Spiritual and moral renewal, the Keller wing of evangelicalism believes, comes from preaching the gospel of Jesus, the good news of his life, atoning death, and resurrection. These evangelicals are adamant that to the degree Christians mix gospel language with political purposes or parties, they dilute the power of the message.

Rubio has talked a lot about his own faith in recent days on the stump in Iowa, where 60 percent of caucus-goers identify as evangelical. That’s not what younger evangelicals of the Keller wing have a problem with at all. And they’d also agree with Rubio’s statement in the debate Thursday that America at its founding was deeply influenced by Christianity.

“If you do not understand that our Judeo-Christian values are one of the reasons why America is such a special country, you don’t understand our history,” Rubio said.

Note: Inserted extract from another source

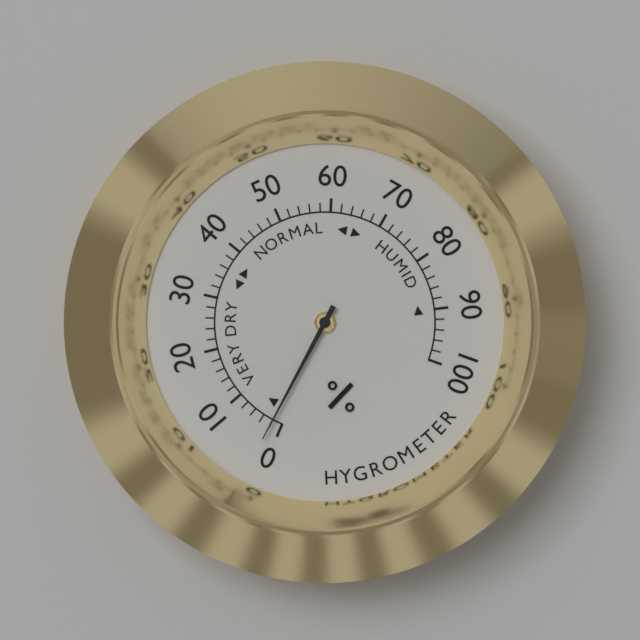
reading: 2 %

However, Rubio’s conflation of Jesus’ command in the Sermon on the Mount with America’s prosperity as a nation does seemingly run counter to the way that younger evangelicals think about their faith. America is not the kingdom of God in their minds, as it sometimes seems to be in the conception of older evangelicals, who grew up in a country that largely abided by the cultural norms of their faith.

Yet Rubio needs to win over evangelicals in Iowa, and they are largely not of the Keller variety. And as Monday’s caucuses draw near, he’s stretching himself a bit to try to win over the more traditional faith voters who have been courted all year by Cruz.